Protesting farmers were met by riot police with fire hoses just metres from the European Parliament on Thursday, as they tried to grab the attention of the European Council by expressing their collective outrage at EU green policies threatening their livelihood.
In an unusually rowdy protest, even by Brussels standards, tyre fires and tractor blockades greeted European leaders as a transnational coalition of farming groups took to the streets. They are angered by EU green policies—including decrees forcing active farmland to go fallow, restricting the use of fertiliser, and limiting permitted amount of livestock—as well as national edicts such as reduced subsidies on diesel fuel—that are direct results of the EU’s Net Zero commitments.
In remarks to The European Conservative, French MEP Thierry Mariani (Rassemblement National-ID) blamed the uproar on the wishes of EU elites to pursue free trade deals while suffocating native European industry with “Soviet-style administration of agriculture,” as well as relentlessly pursuing Ukrainian integration into EU’s common agricultural policy (CAP).
Farmers also denounced the EU for simultaneously negotiating trade deals to allow food imports from countries unfettered by such regulations. This could be seen in recent South American negotiations, halted after French farmer protests convinced President Macron to make a U-turn on the talks.
Tractors had been trickling into the city since early this week with farmers conducting high profile blockades of motorways surrounding Brussels Sunday. The largest contingents of tractors started flooding into Place de Luxembourg—the square in front of the Parliament—early Thursday morning.
This massive show of civil disobedience came as European leaders flew into Brussels to discuss the next €50 billion financial package for Ukraine.
Armoured cars lined the streets near the European Council building from the early morning as protestors avoided the Schumann district where EU leaders were meeting and instead focused their attention on the vicinity of the Parliament, approximately one kilometre away.
As the demonstrations heated up, Belgian riot police clashed with farmers in the forum outside Parliament. Authorities responded with water hoses to tyre fires being lit and some protestors were struck with glass bottles. Farmers tried on multiple occasions to break through the police barricades only to be met with water cannons.
A famous statue near the Parliament of an industrialist was torn down, leading left-wing MEPs to immediately take to social media to blame the day’s unrest on the ‘far right’—and even the Hungarian government.
Among the groups represented at today’s protest were the Italian farming group Coldiretti as well as members of the Dutch BBB movement.
Speakers outside the European Parliament blamed a race to the bottom in food prices and relentless green austerity as the reasons for their protest.
Farmers are expected to stay in the city into the weekend. The current wave of protests across Europe are likely to increase in intensity in the coming months, ahead of European elections in June.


[TASK GOAL] Please copy out each line of the entries in which "object" appears.

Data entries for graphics

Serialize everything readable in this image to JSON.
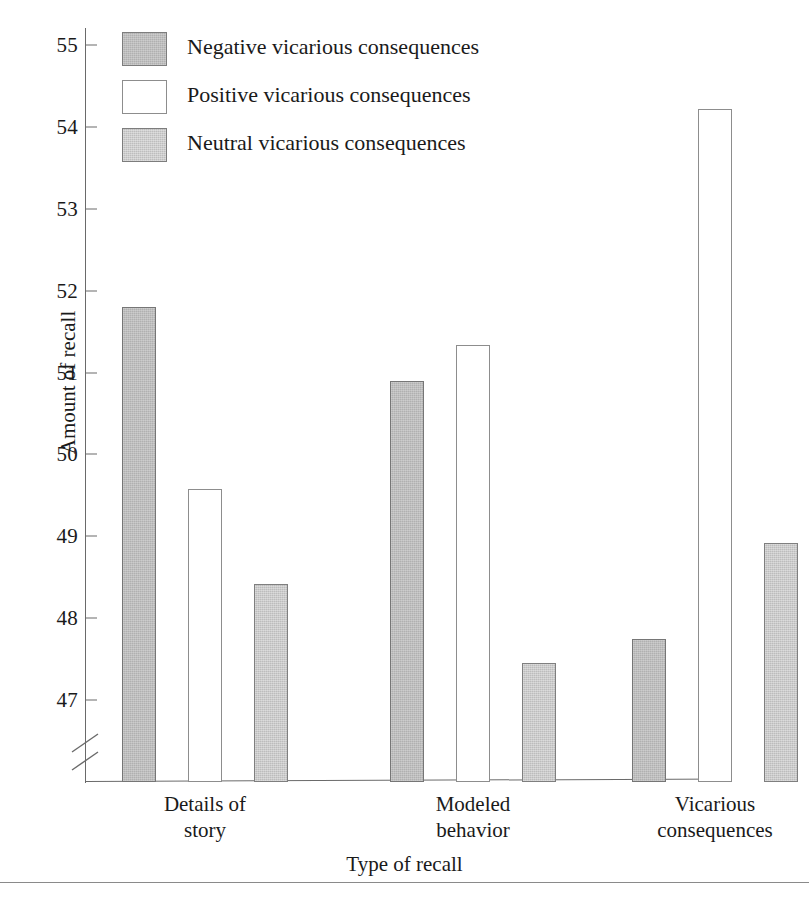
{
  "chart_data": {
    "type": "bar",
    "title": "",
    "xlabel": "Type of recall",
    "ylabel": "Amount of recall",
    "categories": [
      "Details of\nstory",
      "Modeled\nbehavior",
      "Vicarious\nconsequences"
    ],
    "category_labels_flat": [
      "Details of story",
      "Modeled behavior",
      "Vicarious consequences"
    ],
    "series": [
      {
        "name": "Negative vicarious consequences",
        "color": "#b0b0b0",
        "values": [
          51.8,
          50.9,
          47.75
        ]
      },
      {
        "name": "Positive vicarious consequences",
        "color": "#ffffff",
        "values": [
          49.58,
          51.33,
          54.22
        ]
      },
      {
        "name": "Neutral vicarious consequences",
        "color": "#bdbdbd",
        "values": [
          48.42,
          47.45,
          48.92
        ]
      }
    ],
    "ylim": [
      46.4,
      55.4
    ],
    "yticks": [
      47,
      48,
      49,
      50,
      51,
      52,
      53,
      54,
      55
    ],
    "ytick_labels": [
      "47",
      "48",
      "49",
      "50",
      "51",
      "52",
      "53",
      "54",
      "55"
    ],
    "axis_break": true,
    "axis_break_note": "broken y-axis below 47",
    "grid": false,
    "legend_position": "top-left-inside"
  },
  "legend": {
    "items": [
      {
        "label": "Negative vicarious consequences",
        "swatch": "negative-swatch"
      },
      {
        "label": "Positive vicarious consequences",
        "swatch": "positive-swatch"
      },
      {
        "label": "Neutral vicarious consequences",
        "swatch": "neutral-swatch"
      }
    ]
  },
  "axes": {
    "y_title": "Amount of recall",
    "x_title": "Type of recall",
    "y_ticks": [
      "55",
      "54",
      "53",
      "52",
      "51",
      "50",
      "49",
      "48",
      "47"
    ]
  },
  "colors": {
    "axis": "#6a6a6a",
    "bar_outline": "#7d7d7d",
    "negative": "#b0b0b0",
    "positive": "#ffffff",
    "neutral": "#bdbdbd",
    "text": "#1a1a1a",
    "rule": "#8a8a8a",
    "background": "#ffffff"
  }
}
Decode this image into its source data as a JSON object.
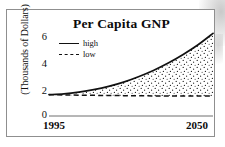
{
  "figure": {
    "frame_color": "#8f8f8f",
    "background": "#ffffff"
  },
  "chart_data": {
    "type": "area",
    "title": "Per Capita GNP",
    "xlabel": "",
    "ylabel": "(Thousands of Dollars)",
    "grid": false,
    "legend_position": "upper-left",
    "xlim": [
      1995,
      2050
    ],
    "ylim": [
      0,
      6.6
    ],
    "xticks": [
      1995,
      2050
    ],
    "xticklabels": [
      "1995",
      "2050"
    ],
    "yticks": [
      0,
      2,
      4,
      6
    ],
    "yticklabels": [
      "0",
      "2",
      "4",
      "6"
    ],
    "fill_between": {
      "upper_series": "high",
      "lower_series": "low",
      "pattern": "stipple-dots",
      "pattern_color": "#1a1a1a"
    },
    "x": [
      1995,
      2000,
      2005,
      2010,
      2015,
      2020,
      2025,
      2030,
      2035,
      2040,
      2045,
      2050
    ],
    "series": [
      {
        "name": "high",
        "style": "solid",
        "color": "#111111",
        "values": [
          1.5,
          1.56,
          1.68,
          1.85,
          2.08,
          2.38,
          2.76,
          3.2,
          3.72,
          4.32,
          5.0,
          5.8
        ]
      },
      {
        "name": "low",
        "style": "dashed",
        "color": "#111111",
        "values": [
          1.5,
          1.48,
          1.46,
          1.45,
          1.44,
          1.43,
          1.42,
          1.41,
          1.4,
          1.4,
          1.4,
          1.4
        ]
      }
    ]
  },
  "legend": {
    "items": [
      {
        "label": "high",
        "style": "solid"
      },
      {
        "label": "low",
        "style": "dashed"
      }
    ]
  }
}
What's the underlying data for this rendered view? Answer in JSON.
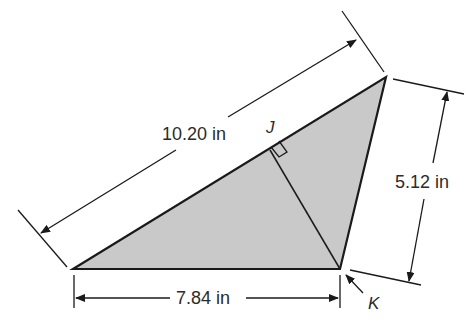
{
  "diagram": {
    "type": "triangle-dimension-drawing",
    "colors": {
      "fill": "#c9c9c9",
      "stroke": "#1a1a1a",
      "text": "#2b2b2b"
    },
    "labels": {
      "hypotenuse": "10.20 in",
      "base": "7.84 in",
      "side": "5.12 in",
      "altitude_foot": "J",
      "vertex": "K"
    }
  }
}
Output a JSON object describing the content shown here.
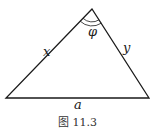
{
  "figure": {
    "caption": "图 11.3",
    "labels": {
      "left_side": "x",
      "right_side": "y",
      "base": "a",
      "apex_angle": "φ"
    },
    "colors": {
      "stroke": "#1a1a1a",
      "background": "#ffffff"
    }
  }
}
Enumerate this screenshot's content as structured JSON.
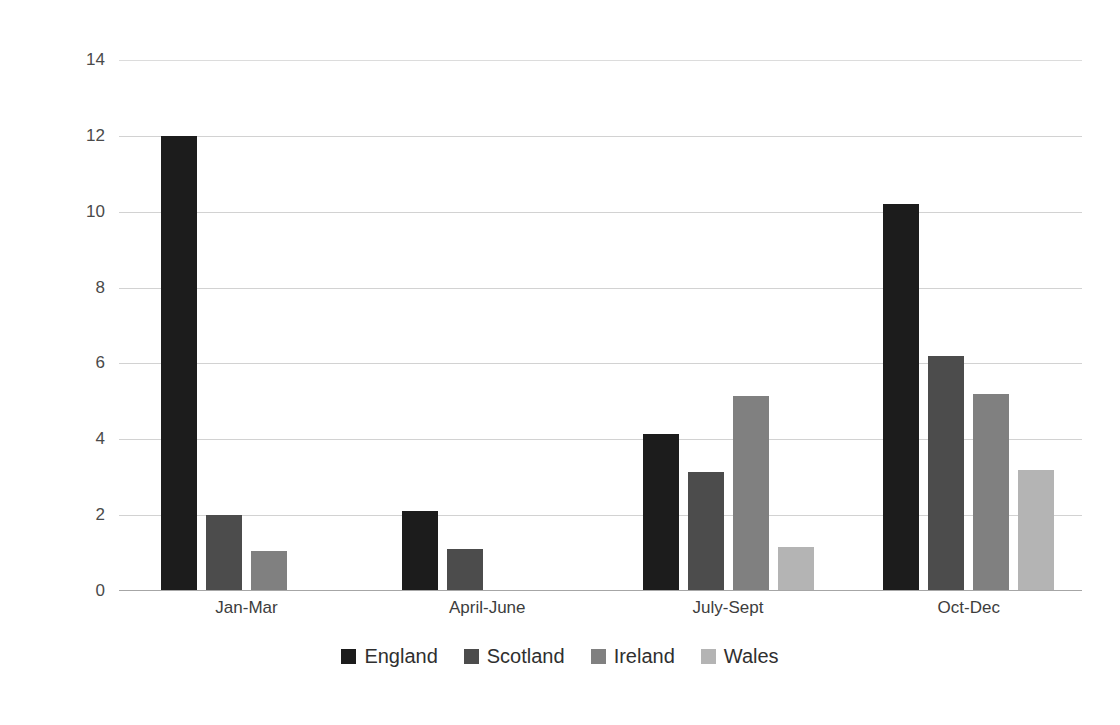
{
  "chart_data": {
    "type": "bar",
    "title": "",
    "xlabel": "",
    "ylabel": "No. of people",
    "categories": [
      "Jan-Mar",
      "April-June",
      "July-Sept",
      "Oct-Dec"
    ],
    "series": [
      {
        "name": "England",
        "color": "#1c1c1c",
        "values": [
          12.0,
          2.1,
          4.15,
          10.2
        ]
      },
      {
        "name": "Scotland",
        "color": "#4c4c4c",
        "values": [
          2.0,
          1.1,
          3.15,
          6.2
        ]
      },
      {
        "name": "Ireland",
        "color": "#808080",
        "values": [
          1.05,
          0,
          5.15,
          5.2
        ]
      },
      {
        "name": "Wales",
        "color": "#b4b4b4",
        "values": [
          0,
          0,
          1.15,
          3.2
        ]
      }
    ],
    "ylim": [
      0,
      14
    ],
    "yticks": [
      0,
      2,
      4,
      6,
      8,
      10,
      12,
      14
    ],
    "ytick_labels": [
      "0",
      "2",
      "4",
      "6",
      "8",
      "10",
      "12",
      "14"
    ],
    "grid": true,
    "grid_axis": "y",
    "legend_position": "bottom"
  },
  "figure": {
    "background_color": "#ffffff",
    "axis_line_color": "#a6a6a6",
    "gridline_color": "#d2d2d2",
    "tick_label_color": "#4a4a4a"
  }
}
* * *
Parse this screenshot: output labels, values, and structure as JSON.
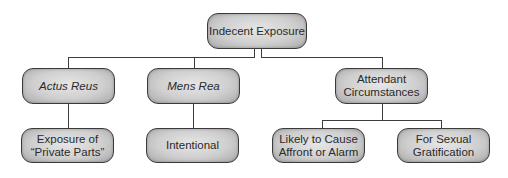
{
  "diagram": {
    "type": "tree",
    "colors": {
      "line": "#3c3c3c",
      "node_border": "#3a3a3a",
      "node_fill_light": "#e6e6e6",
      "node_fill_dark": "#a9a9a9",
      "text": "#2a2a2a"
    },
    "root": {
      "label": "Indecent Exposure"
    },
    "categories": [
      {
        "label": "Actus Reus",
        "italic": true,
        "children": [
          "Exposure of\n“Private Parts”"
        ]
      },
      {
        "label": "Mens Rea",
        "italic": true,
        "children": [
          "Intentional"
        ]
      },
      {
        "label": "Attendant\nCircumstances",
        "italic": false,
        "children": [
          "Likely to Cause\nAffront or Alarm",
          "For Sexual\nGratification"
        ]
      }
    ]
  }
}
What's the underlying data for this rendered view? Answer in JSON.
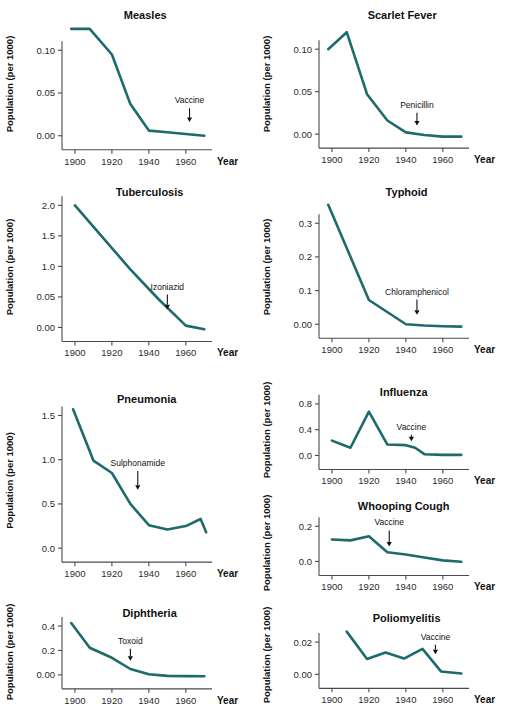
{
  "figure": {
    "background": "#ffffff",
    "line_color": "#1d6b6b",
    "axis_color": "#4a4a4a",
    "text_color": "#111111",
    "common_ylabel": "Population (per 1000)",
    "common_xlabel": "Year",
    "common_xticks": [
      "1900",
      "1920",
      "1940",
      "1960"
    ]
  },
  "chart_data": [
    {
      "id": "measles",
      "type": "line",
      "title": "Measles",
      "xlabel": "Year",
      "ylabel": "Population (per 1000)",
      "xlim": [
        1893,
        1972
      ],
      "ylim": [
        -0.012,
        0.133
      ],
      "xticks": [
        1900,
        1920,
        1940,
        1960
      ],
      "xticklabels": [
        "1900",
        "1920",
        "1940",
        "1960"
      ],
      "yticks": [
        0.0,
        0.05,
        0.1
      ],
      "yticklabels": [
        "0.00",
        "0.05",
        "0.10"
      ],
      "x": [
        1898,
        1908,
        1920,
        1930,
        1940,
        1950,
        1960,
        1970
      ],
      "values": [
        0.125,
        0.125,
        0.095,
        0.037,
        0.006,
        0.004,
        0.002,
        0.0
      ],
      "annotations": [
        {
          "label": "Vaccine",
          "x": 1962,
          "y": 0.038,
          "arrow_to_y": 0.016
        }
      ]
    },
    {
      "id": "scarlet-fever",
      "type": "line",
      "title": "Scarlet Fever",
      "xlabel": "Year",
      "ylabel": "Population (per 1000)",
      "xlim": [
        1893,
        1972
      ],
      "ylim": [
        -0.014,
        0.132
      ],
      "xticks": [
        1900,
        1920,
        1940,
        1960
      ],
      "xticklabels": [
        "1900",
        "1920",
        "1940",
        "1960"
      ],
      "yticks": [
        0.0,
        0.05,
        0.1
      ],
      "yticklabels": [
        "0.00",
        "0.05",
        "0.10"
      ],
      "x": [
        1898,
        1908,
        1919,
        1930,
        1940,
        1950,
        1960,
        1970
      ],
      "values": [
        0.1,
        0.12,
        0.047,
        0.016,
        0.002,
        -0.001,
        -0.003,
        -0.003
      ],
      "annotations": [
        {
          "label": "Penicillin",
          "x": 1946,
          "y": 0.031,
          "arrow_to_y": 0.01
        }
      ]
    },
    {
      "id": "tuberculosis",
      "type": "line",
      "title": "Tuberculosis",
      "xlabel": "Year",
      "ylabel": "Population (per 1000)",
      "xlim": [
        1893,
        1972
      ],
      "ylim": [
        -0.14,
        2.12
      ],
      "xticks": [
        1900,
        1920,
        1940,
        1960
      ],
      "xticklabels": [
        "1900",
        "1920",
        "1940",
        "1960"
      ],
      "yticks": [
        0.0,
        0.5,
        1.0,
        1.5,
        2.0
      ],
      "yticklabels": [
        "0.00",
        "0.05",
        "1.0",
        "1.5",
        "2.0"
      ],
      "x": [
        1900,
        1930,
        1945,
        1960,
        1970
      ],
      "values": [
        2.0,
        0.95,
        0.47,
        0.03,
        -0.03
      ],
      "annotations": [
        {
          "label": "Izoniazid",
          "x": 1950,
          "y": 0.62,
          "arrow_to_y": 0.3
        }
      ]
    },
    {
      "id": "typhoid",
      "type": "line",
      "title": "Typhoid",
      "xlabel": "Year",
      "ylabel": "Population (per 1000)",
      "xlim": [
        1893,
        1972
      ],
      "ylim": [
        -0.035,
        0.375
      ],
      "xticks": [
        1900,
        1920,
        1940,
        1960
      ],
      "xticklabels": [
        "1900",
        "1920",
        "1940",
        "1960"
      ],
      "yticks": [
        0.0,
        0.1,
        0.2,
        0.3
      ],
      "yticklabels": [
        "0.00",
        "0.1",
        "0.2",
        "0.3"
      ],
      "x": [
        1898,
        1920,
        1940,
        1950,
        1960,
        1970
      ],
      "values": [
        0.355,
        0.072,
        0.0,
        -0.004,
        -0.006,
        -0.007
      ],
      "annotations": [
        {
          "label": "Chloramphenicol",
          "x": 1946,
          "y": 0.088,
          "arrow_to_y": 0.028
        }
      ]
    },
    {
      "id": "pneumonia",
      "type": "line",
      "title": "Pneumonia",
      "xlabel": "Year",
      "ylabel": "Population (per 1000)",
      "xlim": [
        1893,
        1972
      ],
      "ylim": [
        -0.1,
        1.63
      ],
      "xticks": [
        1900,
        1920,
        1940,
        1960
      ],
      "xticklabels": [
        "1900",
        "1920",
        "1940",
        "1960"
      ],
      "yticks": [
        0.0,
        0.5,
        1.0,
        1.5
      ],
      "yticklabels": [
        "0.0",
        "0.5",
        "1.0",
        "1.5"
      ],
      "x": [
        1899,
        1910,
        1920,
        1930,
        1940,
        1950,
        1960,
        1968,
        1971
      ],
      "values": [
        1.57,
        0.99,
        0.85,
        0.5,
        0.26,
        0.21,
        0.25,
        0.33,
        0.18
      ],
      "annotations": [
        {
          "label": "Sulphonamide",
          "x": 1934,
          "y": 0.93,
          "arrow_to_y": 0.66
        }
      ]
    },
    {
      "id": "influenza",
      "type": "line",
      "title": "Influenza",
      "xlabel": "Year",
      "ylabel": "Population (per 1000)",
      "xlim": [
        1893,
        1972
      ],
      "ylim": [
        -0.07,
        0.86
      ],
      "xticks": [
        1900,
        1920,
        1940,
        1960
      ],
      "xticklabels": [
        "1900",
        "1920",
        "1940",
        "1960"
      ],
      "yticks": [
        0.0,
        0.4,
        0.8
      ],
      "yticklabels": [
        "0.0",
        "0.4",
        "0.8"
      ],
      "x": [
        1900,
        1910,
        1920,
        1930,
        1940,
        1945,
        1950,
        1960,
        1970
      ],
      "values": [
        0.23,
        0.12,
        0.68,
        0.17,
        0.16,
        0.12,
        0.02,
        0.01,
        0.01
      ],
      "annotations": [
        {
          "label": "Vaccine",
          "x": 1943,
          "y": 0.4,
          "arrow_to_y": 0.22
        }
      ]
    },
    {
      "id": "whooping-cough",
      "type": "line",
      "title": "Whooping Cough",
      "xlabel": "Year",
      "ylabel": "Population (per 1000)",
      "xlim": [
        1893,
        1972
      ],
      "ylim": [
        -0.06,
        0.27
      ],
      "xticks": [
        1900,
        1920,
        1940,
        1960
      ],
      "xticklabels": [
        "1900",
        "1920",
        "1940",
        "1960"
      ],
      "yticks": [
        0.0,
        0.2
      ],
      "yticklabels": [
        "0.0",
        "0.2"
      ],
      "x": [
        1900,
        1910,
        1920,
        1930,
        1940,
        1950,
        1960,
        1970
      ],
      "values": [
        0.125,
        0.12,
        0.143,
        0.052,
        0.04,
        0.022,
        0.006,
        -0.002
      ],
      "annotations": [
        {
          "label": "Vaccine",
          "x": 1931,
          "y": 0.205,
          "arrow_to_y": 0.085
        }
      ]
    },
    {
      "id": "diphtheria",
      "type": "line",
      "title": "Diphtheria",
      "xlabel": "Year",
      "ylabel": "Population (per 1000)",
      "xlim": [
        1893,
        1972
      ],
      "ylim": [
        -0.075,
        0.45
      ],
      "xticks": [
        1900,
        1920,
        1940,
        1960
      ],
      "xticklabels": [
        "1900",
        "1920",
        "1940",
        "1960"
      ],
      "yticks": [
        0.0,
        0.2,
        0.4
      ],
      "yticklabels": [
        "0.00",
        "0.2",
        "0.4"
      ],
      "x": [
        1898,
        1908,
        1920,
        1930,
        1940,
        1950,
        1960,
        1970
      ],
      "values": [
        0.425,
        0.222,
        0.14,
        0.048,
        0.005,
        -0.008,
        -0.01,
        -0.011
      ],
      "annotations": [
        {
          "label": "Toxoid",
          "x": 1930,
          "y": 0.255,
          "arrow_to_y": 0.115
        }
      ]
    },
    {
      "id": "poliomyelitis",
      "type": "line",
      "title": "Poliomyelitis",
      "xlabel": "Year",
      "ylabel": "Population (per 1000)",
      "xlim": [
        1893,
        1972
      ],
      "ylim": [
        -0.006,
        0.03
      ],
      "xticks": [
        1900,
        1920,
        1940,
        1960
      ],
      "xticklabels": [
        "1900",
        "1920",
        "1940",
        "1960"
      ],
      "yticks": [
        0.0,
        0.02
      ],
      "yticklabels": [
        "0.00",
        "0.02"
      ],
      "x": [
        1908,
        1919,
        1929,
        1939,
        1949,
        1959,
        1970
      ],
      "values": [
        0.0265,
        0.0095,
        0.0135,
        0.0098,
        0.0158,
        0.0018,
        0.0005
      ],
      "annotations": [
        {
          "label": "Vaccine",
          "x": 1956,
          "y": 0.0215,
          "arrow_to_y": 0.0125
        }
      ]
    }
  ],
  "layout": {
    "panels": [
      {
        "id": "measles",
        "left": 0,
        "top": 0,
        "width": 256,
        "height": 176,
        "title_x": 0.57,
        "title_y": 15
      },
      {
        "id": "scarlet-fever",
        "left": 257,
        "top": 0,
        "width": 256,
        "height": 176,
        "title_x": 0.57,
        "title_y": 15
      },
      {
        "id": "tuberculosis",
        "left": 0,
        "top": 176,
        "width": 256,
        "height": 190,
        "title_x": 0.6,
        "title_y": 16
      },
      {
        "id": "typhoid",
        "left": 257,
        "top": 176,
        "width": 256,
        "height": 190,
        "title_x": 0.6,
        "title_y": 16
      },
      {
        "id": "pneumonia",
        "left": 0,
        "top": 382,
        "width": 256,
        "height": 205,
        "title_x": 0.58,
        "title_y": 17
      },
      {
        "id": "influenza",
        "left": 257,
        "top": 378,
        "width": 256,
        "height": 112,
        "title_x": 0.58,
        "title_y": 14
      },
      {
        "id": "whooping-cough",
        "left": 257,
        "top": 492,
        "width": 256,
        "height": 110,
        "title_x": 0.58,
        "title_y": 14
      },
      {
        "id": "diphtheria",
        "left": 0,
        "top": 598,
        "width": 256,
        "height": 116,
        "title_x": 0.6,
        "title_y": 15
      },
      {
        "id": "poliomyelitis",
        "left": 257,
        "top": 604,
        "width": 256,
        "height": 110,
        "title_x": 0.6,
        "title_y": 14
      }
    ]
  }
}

[EXERCISE RESULT]
Decode this image into its source data as a JSON object.
Output a JSON object describing the content shown here.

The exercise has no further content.